I have read the papers, but I think what will be more helpful is for you to simply state a fixed, deterministic HV that is a counterexample. This disagreement is not really about the TI, it is a much more general question of what it means for anything to be a hidden variable.
My argument is very simple: in a deterministic hidden variables interpretation, you must assign hidden variable which uniquely predicts the outcome of each local measurement. Otherwise, local measurements cannot be deterministic. If local measurements are not deterministic, the interpretation is not deterministic. The Bell's theorem non-locality only enters as a means of correcting the HVs when necessary, reacting to other local measurements performed elsewhere. This will be a de facto pilot wave.
If, as you say, "the fixed deterministic value is not "A is up and B is down" or anything like that" then I do not see what it can even mean to call these values fixed or deterministic.
Arnold has suggested:
But I can just turn this around into: "the value at spacetime point x is C(x)" and "the value at spacetime point y is C(y)". As long as C(x,y) maps to a pair of unique values (not a statistical mixture at each local site), this is clearly isomorphic to the above. If C(x,y) maps to statistical mixtures at each local site, this bilocal variable is not a deterministic HV for local measurements.
Dar, you said:
If each individual observation of ⟨A⟩ and ⟨B⟩ reveals a preexisting hidden variable of ⟨A⟩ or ⟨B⟩, the joint stats will not violate Bell ineqs without assuming something more (pilot wave, superdeterminism).
If there are no preexisting hidden variables for ⟨A⟩ and ⟨B⟩ individually, local measurements are not deterministic, and this is not a deterministic HV interpretation at all.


### [GOAL OF THE EXERCISE]
Filter the records below for the word "button". Keep each line that has it.

### [TASK MATERIAL]
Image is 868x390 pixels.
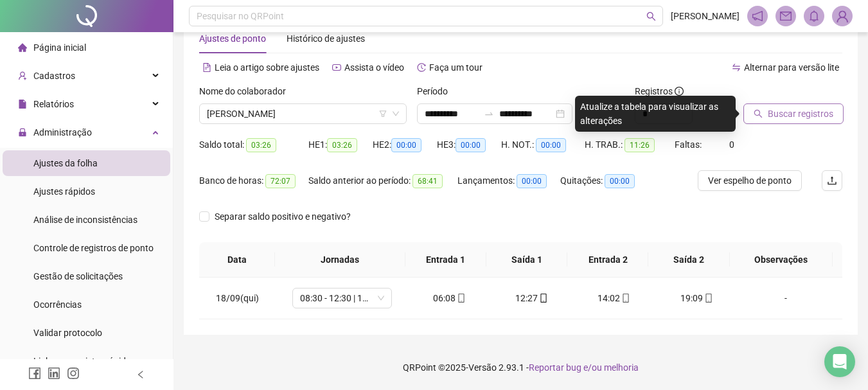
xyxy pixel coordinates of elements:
span: info-circle [674,86,683,95]
div: HE 1: [308,137,373,153]
span: 0 [729,139,734,150]
span: Assista o vídeo [344,63,404,73]
span: user-add [18,71,27,80]
span: notification [752,10,763,22]
span: 72:07 [265,175,295,188]
span: JEFFERSON DA SILVA MATIAS [207,105,399,124]
span: filter [379,110,387,117]
span: Buscar registros [768,106,833,121]
span: mobile [455,294,466,303]
div: H. TRAB.: [584,137,674,153]
span: Ver espelho de ponto [708,174,792,187]
span: search [646,12,656,21]
img: 94179 [833,6,853,25]
div: Atualize a tabela para visualizar as alterações [575,95,736,132]
div: HE 2: [373,137,437,153]
span: to [484,108,494,119]
div: Quitações: [561,174,651,188]
span: Observações [741,253,823,266]
span: Ajustes da folha [34,158,97,168]
span: search [753,109,763,118]
div: 14:02 [584,291,645,305]
div: Lançamentos: [457,174,561,188]
span: facebook [28,367,41,380]
th: Entrada 2 [567,243,648,277]
span: Faltas: [674,139,703,150]
th: Jornadas [275,243,405,277]
div: Saldo total: [199,137,308,153]
span: 00:00 [536,138,566,153]
div: 19:09 [665,291,727,305]
span: Gestão de solicitações [34,271,123,282]
span: Administração [34,127,92,137]
button: Ver espelho de ponto [698,170,802,191]
span: 00:00 [392,138,422,153]
span: swap-right [484,108,494,119]
span: history [417,63,426,72]
span: file [18,100,27,108]
span: Análise de inconsistências [34,215,137,225]
span: swap [732,63,741,72]
span: Página inicial [34,43,86,53]
span: instagram [67,367,80,380]
span: 03:26 [327,138,357,153]
span: Versão [468,363,497,373]
label: Período [417,85,456,98]
span: Controle de registros de ponto [34,243,154,254]
span: 00:00 [516,175,547,188]
div: - [748,291,823,305]
span: home [18,43,27,52]
th: Saída 2 [648,243,729,277]
span: Validar protocolo [34,328,102,338]
label: Nome do colaborador [199,85,294,98]
th: Data [199,243,275,277]
span: Registros [635,85,683,98]
th: Observações [730,243,833,277]
span: bell [808,10,820,22]
span: Link para registro rápido [34,356,131,366]
div: 12:27 [501,291,563,305]
span: mobile [538,294,548,303]
span: lock [18,128,27,137]
button: Buscar registros [743,104,843,124]
span: Leia o artigo sobre ajustes [215,63,319,73]
span: mail [780,10,792,22]
span: Ajustes rápidos [34,186,95,196]
span: Reportar bug e/ou melhoria [529,363,639,373]
span: Ajustes de ponto [199,34,266,44]
div: H. NOT.: [501,137,584,153]
span: mobile [703,294,713,303]
span: 18/09(qui) [216,293,259,304]
div: 06:08 [419,291,481,305]
div: HE 3: [437,137,501,153]
span: down [392,110,400,117]
span: 03:26 [246,138,276,153]
span: Faça um tour [429,63,483,73]
th: Saída 1 [486,243,567,277]
span: Relatórios [34,99,74,109]
span: Separar saldo positivo e negativo? [209,209,356,224]
span: [PERSON_NAME] [671,9,740,23]
span: youtube [333,63,341,72]
span: Alternar para versão lite [744,63,839,73]
span: upload [827,175,837,185]
div: Saldo anterior ao período: [308,174,457,188]
span: left [136,370,145,379]
div: Banco de horas: [199,174,308,188]
span: linkedin [47,367,60,380]
span: Cadastros [34,71,75,81]
span: 68:41 [413,175,443,188]
span: 00:00 [604,175,635,188]
th: Entrada 1 [405,243,486,277]
span: 08:30 - 12:30 | 14:30 - 18:30 [300,288,384,308]
div: Open Intercom Messenger [824,346,855,377]
span: mobile [620,294,631,303]
footer: QRPoint © 2025 - 2.93.1 - [174,345,868,390]
span: Ocorrências [34,299,82,310]
span: 00:00 [455,138,486,153]
span: file-text [203,63,212,72]
span: 11:26 [624,138,654,153]
span: Histórico de ajustes [286,34,365,44]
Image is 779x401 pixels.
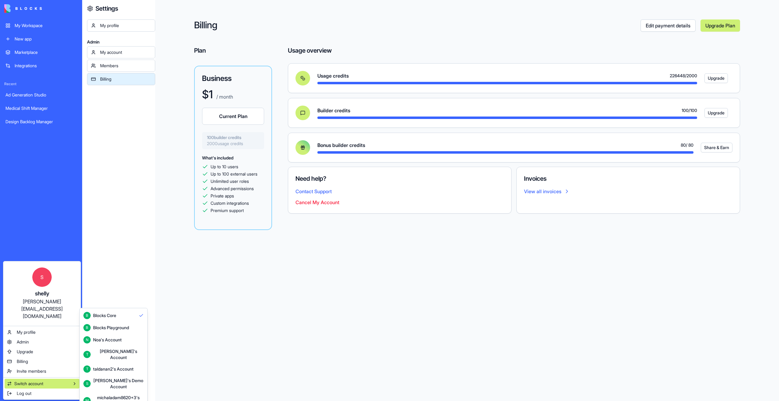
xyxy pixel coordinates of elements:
a: Sshelly[PERSON_NAME][EMAIL_ADDRESS][DOMAIN_NAME] [5,262,79,325]
div: Medical Shift Manager [5,105,77,111]
a: Invite members [5,366,79,376]
div: [PERSON_NAME][EMAIL_ADDRESS][DOMAIN_NAME] [9,298,75,320]
span: My profile [17,329,36,335]
div: Ad Generation Studio [5,92,77,98]
span: Billing [17,358,28,364]
span: S [32,267,52,287]
span: Switch account [14,380,43,387]
a: Admin [5,337,79,347]
span: Recent [2,82,80,86]
a: Billing [5,356,79,366]
span: Invite members [17,368,46,374]
a: Upgrade [5,347,79,356]
span: Log out [17,390,31,396]
div: shelly [9,289,75,298]
span: Upgrade [17,349,33,355]
div: Design Backlog Manager [5,119,77,125]
a: My profile [5,327,79,337]
span: Admin [17,339,29,345]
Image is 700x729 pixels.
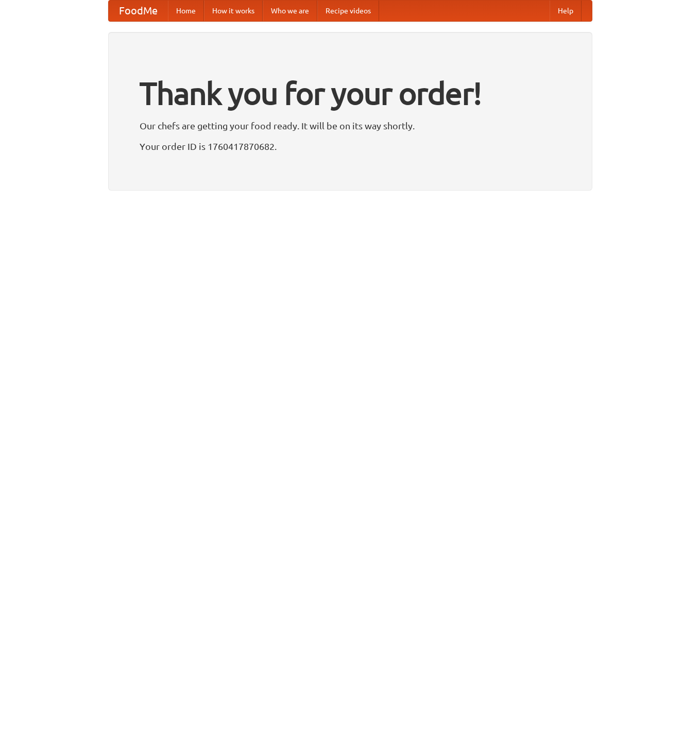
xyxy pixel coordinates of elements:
a: FoodMe [109,1,168,21]
a: Help [549,1,581,21]
p: Our chefs are getting your food ready. It will be on its way shortly. [139,118,561,133]
a: Recipe videos [317,1,379,21]
a: Home [168,1,204,21]
a: Who we are [262,1,317,21]
p: Your order ID is 1760417870682. [139,138,561,154]
a: How it works [204,1,262,21]
h1: Thank you for your order! [139,68,561,118]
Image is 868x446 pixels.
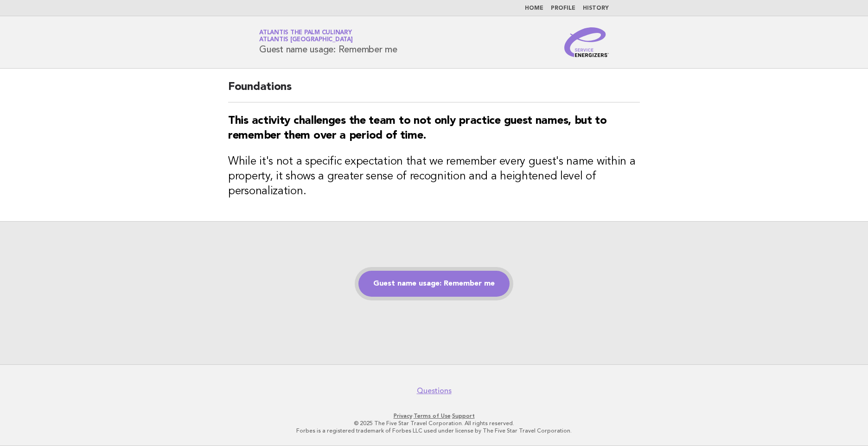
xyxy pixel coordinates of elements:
strong: This activity challenges the team to not only practice guest names, but to remember them over a p... [228,115,607,141]
a: Privacy [394,413,413,419]
a: Support [453,413,474,419]
a: Questions [417,386,452,395]
h3: While it's not a specific expectation that we remember every guest's name within a property, it s... [228,154,640,199]
a: Terms of Use [414,413,451,419]
p: © 2025 The Five Star Travel Corporation. All rights reserved. [151,419,717,427]
h2: Foundations [228,80,640,103]
a: Home [525,6,543,11]
p: · · [151,413,717,419]
span: Atlantis [GEOGRAPHIC_DATA] [259,37,353,43]
a: History [583,6,609,11]
a: Atlantis The Palm CulinaryAtlantis [GEOGRAPHIC_DATA] [259,30,353,43]
h1: Guest name usage: Remember me [259,30,397,54]
img: Service Energizers [564,28,609,57]
a: Guest name usage: Remember me [358,271,510,297]
a: Profile [551,6,575,11]
p: Forbes is a registered trademark of Forbes LLC used under license by The Five Star Travel Corpora... [151,427,717,435]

### [WRITTEN SOLUTION]
button: Ver espelho de ponto [698,170,802,191]
button: Buscar registros [743,104,843,124]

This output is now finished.